◆ YOUR GOAL
The material below has pictures in it. Set down only the lines from the line containing "Locate an element on the screen." through the line containing "Find the location", word for word, and leave the pictures behind.

◆ PROVIDED INFORMATION
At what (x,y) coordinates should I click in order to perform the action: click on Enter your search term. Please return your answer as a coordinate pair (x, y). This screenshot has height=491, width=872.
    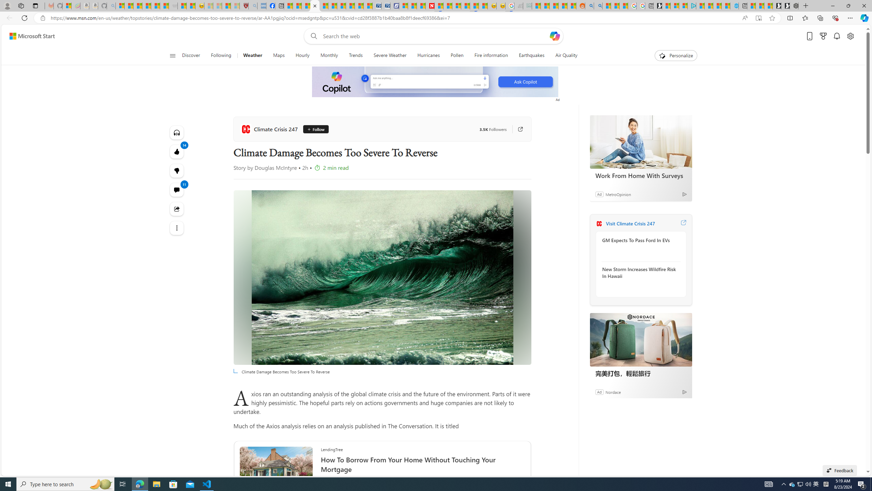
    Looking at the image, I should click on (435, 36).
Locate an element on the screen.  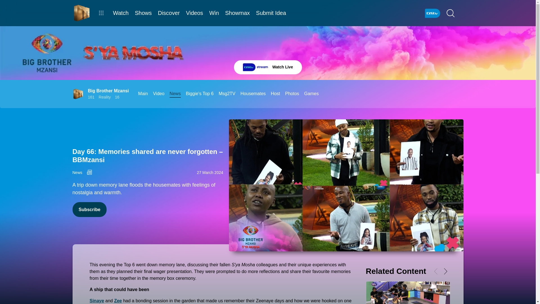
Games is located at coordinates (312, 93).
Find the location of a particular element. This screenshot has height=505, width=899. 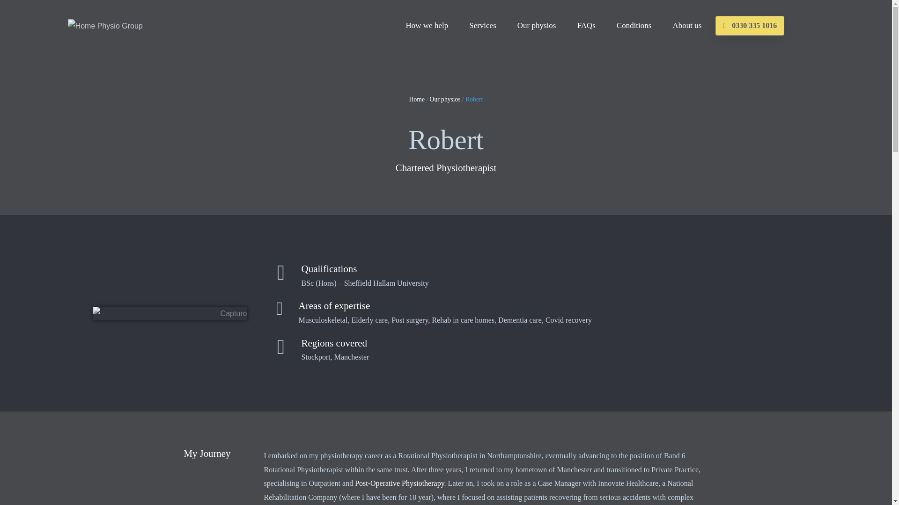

* * *

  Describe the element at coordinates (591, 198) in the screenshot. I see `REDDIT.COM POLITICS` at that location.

◆ ANSWER AREA
Locate an element on the screen.  
Games is located at coordinates (312, 93).
Find the location of a particular element. This screenshot has height=505, width=899. 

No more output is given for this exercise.